Manufacturing is the backbone of structural transformation, enabling economies to shift labour from low-productivity agriculture to high-productivity industry. For India, manufacturing is critical to job creation, export competitiveness, technological self-reliance and macroeconomic stability.
Current trends in India’s Manufacturing sector:
- Sub-Optimal GDP Share: Manufacturing contributes around 16–17% of GDP, with a medium-term policy goal of raising this to 25%.
- Output and Capacity Recovery:
- Manufacturing GVA growth accelerated in FY25, supported by automobiles, electronics, and capital goods.
- Capacity utilisation rose to 76.8% in March 2024 from 74.7% in Dec 2023 as per RBI OBICUS.
- Industrial Production Momentum: The Index of Industrial Production (IIP) recorded 6.7% YoY growth in Nov 2025, driven by 8% growth in manufacturing.
- Strong PMI Signals: Manufacturing PMI remained in expansionary territory, rising from 58.4 in June 2025 to 59.1 July 2025, the fastest improvement in over 17 years.
- Export Upgradation: Electronics exports increased eight-fold from ₹38,000 crore to ₹3.27 lakh crore in FY25, led by mobile phone clusters in Tamil Nadu and Uttar Pradesh.
Major reforms shaping Manufacturing growth:
- Make in India & PLI Schemes: PLI catalysed nearly ₹2 lakh crore in realised investments across 14 sectors.
- National Manufacturing Mission (2025–26): Aims to align infrastructure, skilling, technology, MSMEs and industrial clusters under a single strategic framework.
- Labour Market Rationalisation: Operationalisation of four Labour Codes (2025) reduced compliance complexity and enabled Fixed Term Employment, easing firm-level scaling.
- FDI Liberalisation: Manufacturing FDI equity inflows rose 69%, from $97.7 bn (2004–14) to $165.1 bn (2014–24).
- Logistics Transformation: PM Gati Shakti reduced logistics costs from 13–14% to 7.97% of GDP, with 118 cargo terminals being commissioned.
Key structural challenges:
- Low Global Manufacturing Share: India accounts for only 2.8% of global manufacturing, compared to China’s 28.8%, despite demographic advantage.
- High Import Dependence: Electronics component imports touched $34.4 bn (FY24); semiconductor imports exceeded ₹1 lakh crore, exposing value-chain vulnerability.
- The MSME ‘Missing Middle’: Over 95% of firms are micro or small, limiting scale economies, innovation and supplier depth.
- Employment Paradox: Manufacturing employs only 11–12% of the workforce, while agriculture still absorbs 42–45% with low productivity.
- Skill and Productivity Gaps: Less than 5% of workers receive formal vocational training, compared to 50%+ in East Asian economies.
- Regulatory Uncertainty: Press Note-3 FDI approvals often take 6–12 months, delaying investments in electronics and renewables.
Measures Required for revamping Manufacturing:
- Deepen Domestic Value Chains: Shift from assembly to upstream capabilities such as components, materials, tooling, capital goods.
- Rebuild the Missing Middle: Enable MSMEs to scale via patient finance, cluster-based common facilities, and anchor-firm linkages.
- Restore Manufacturing’s Job Role: Prioritise labour-intensive and medium-skill segments (components, food processing, light engineering).
- Close Skill & Productivity Gaps Emphasise apprenticeship-based learning, shop-floor training and continuous upskilling.
- Raise Industrial R&D Intensity: Increase R&D spending from 0.7% to 1.5–2% of GDP, supported by industry–academia collaboration.
- Ensure Policy Predictability: National security screening must be transparent, time-bound and risk-based to avoid investment chilling effects.
Conclusion:
India’s ambition of becoming a $5-trillion economy requires that manufacturing must emerge as the engine of productive employment, export expansion and technological capability, raising its GDP share toward 25% and absorbing surplus labour.
‘+1’ value-addition:
- A ₹1 lakh crore rise in manufacturing output can generate 1.5–2 million jobs directly and indirectly as per ILO.
- At comparable income levels, manufacturing employed 25–30% of the workforce in South Korea and China, compared to 11–12% in India.
- India accounts for 3% of global manufacturing patents, compared to 45% for China.
- Top 10 manufacturing products contribute over 60% of India’s exports, highlighting export concentration.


→ **What is expected**
Since the copy must hold text only, transcribe the data below exactly and omit the images.

→ **Page and application data records**
⟨

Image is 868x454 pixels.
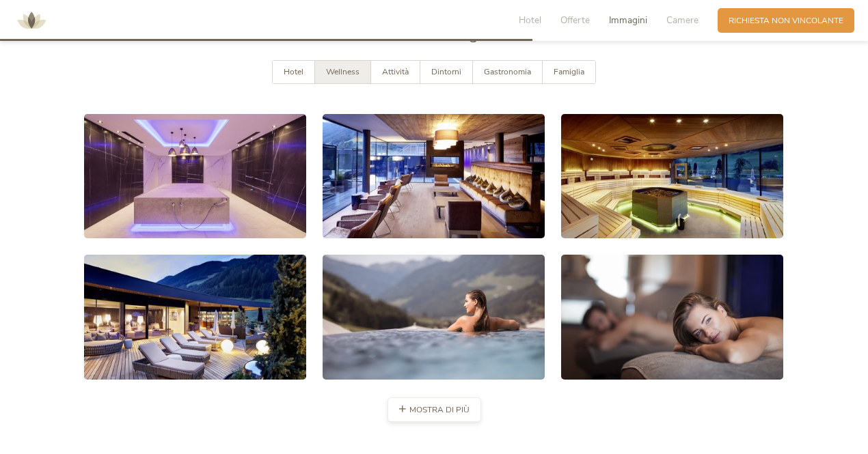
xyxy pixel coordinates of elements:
span: Attività [382,66,409,77]
a: AMONTI & LUNARIS Wellnessresort [11,16,52,24]
span: Hotel [284,66,303,77]
span: Camere [666,14,698,27]
span: Gastronomia [483,66,531,77]
span: Wellness [326,66,359,77]
span: mostra di più [410,405,470,416]
span: Hotel [518,14,542,27]
span: Famiglia [553,66,584,77]
span: Richiesta non vincolante [728,15,844,27]
span: Immagini [609,14,647,27]
span: Offerte [560,14,590,27]
span: Dintorni [431,66,461,77]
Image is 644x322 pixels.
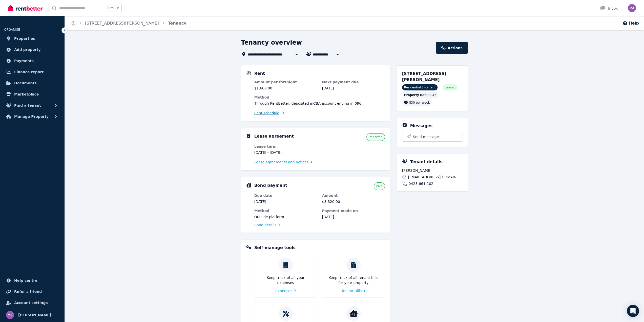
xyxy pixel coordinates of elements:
span: Account settings [14,300,48,306]
h5: Lease agreement [254,133,294,139]
a: Tenancy [168,21,186,26]
dd: [DATE] [254,199,317,204]
a: Expenses [275,288,296,293]
a: Properties [4,34,61,43]
button: Help [623,20,639,26]
a: Marketplace [4,89,61,99]
span: k [117,6,119,10]
h5: Rent [254,71,265,77]
p: Keep track of all your expenses [258,275,313,285]
span: Add property [14,46,41,53]
div: Inbox [600,6,618,11]
img: Bond Details [246,183,251,188]
span: Finance report [14,69,43,75]
dd: Outside platform [254,214,317,219]
dd: [DATE] - [DATE] [254,150,317,155]
span: Expenses [275,288,292,293]
h5: Messages [410,123,432,129]
div: : 390846 [402,92,438,98]
span: 0423 661 102 [409,181,433,186]
img: RentBetter [8,4,42,12]
button: Find a tenant [4,100,61,111]
span: Manage Property [14,114,49,120]
span: Property ID [404,93,424,97]
span: Through RentBetter , deposited in CBA account ending in 096 . [254,101,362,106]
span: Documents [14,80,36,86]
span: Properties [14,36,35,41]
img: Rental Payments [246,72,251,75]
span: Imported [369,135,383,139]
h5: Self-manage tools [254,245,295,251]
h1: Tenancy overview [241,39,302,46]
dt: Amount [322,193,385,198]
h5: Tenant details [410,159,443,165]
a: Rent schedule [254,111,284,116]
a: Refer a friend [4,286,61,297]
span: Find a tenant [14,102,41,109]
a: [STREET_ADDRESS][PERSON_NAME] [85,21,159,26]
a: Payments [4,56,61,66]
span: Payments [14,58,34,64]
img: Mariam Ahmadzai [628,4,636,12]
span: [PERSON_NAME] [402,168,463,173]
span: Leased [445,85,455,89]
span: Paid [376,184,382,188]
span: Residential | For rent [402,84,438,90]
p: Keep track of all tenant bills for your property [326,275,381,285]
span: 830 per week [409,101,430,104]
span: Marketplace [14,91,39,97]
a: Bond details [254,223,280,228]
a: Help centre [4,276,61,285]
div: Open Intercom Messenger [627,305,639,317]
a: Finance report [4,67,61,77]
a: Add property [4,44,61,55]
span: [STREET_ADDRESS][PERSON_NAME] [402,71,446,82]
dd: $1,660.00 [254,85,317,91]
dd: [DATE] [322,85,385,91]
span: Lease agreements and notices [254,160,309,165]
h5: Bond payment [254,183,287,189]
dt: Next payment due [322,80,385,84]
img: Mariam Ahmadzai [6,311,14,319]
span: ORGANISE [4,28,20,32]
dt: Method [254,95,385,100]
a: Tenant Bills [342,288,365,293]
span: [PERSON_NAME] [18,312,51,318]
span: Tenant Bills [342,288,362,293]
dt: Due date [254,193,317,198]
span: Bond details [254,223,276,228]
span: Ctrl [107,5,115,11]
dt: Amount per fortnight [254,80,317,84]
img: Condition reports [350,310,358,318]
nav: Breadcrumb [65,16,193,31]
span: Send message [413,134,439,139]
span: Help centre [14,278,37,283]
a: Lease agreements and notices [254,160,312,165]
a: Account settings [4,298,61,308]
dd: $3,320.00 [322,199,385,204]
a: Documents [4,78,61,88]
button: Send message [402,132,463,141]
button: Manage Property [4,112,61,121]
span: Rent schedule [254,111,280,116]
dd: [DATE] [322,214,385,219]
a: Actions [436,42,467,54]
dt: Lease term [254,144,317,149]
dt: Method [254,208,317,213]
span: Refer a friend [14,289,42,295]
dt: Payment made on [322,208,385,213]
span: [EMAIL_ADDRESS][DOMAIN_NAME] [408,175,463,180]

⟩

→ **Solution to the exercise**
Image is 868x454 pixels.
xyxy pixel coordinates of elements:
span: Attività [382,66,409,77]
a: AMONTI & LUNARIS Wellnessresort [11,16,52,24]
span: Hotel [284,66,303,77]
span: Camere [666,14,698,27]
span: Gastronomia [483,66,531,77]
span: Wellness [326,66,359,77]
span: mostra di più [410,405,470,416]
span: Hotel [518,14,542,27]
span: Famiglia [553,66,584,77]
span: Richiesta non vincolante [728,15,844,27]
span: Immagini [609,14,647,27]
span: Offerte [560,14,590,27]
span: Dintorni [431,66,461,77]
Image is 644x322 pixels.
xyxy pixel coordinates of elements:
span: Account settings [14,300,48,306]
h5: Lease agreement [254,133,294,139]
a: Tenancy [168,21,186,26]
dd: [DATE] [254,199,317,204]
a: Expenses [275,288,296,293]
a: Properties [4,34,61,43]
button: Help [623,20,639,26]
a: Marketplace [4,89,61,99]
span: k [117,6,119,10]
h5: Rent [254,71,265,77]
p: Keep track of all your expenses [258,275,313,285]
span: Add property [14,46,41,53]
div: Inbox [600,6,618,11]
img: Bond Details [246,183,251,188]
span: Finance report [14,69,43,75]
dd: Outside platform [254,214,317,219]
dd: [DATE] - [DATE] [254,150,317,155]
span: Expenses [275,288,292,293]
h5: Messages [410,123,432,129]
div: : 390846 [402,92,438,98]
span: 0423 661 102 [409,181,433,186]
img: RentBetter [8,4,42,12]
button: Find a tenant [4,100,61,111]
span: Manage Property [14,114,49,120]
span: Property ID [404,93,424,97]
span: Through RentBetter , deposited in CBA account ending in 096 . [254,101,362,106]
span: Documents [14,80,36,86]
span: Properties [14,36,35,41]
img: Rental Payments [246,72,251,75]
span: Imported [369,135,383,139]
h5: Self-manage tools [254,245,295,251]
h1: Tenancy overview [241,39,302,46]
dt: Amount [322,193,385,198]
h5: Tenant details [410,159,443,165]
a: Rent schedule [254,111,284,116]
a: Refer a friend [4,286,61,297]
span: Find a tenant [14,102,41,109]
a: [STREET_ADDRESS][PERSON_NAME] [85,21,159,26]
a: Payments [4,56,61,66]
span: Payments [14,58,34,64]
img: Mariam Ahmadzai [628,4,636,12]
span: [PERSON_NAME] [402,168,463,173]
span: Leased [445,85,455,89]
span: Paid [376,184,382,188]
span: Residential | For rent [402,84,438,90]
p: Keep track of all tenant bills for your property [326,275,381,285]
span: 830 per week [409,101,430,104]
span: Marketplace [14,91,39,97]
a: Bond details [254,223,280,228]
a: Help centre [4,276,61,285]
div: Open Intercom Messenger [627,305,639,317]
a: Finance report [4,67,61,77]
a: Add property [4,44,61,55]
span: [STREET_ADDRESS][PERSON_NAME] [402,71,446,82]
dd: $1,660.00 [254,85,317,91]
dd: [DATE] [322,85,385,91]
span: Lease agreements and notices [254,160,309,165]
h5: Bond payment [254,183,287,189]
dt: Next payment due [322,80,385,84]
img: Mariam Ahmadzai [6,311,14,319]
span: ORGANISE [4,28,20,32]
dt: Method [254,95,385,100]
a: Tenant Bills [342,288,365,293]
span: [PERSON_NAME] [18,312,51,318]
span: Tenant Bills [342,288,362,293]
dt: Due date [254,193,317,198]
span: Bond details [254,223,276,228]
span: Ctrl [107,5,115,11]
dt: Amount per fortnight [254,80,317,84]
img: Condition reports [350,310,358,318]
nav: Breadcrumb [65,16,193,31]
span: Send message [413,134,439,139]
span: Help centre [14,278,37,283]
a: Lease agreements and notices [254,160,312,165]
a: Account settings [4,298,61,308]
dd: $3,320.00 [322,199,385,204]
a: Documents [4,78,61,88]
button: Send message [402,132,463,141]
button: Manage Property [4,112,61,121]
span: Rent schedule [254,111,280,116]
dd: [DATE] [322,214,385,219]
a: Actions [436,42,467,54]
dt: Lease term [254,144,317,149]
dt: Method [254,208,317,213]
span: Refer a friend [14,289,42,295]
dt: Payment made on [322,208,385,213]
span: [EMAIL_ADDRESS][DOMAIN_NAME] [408,175,463,180]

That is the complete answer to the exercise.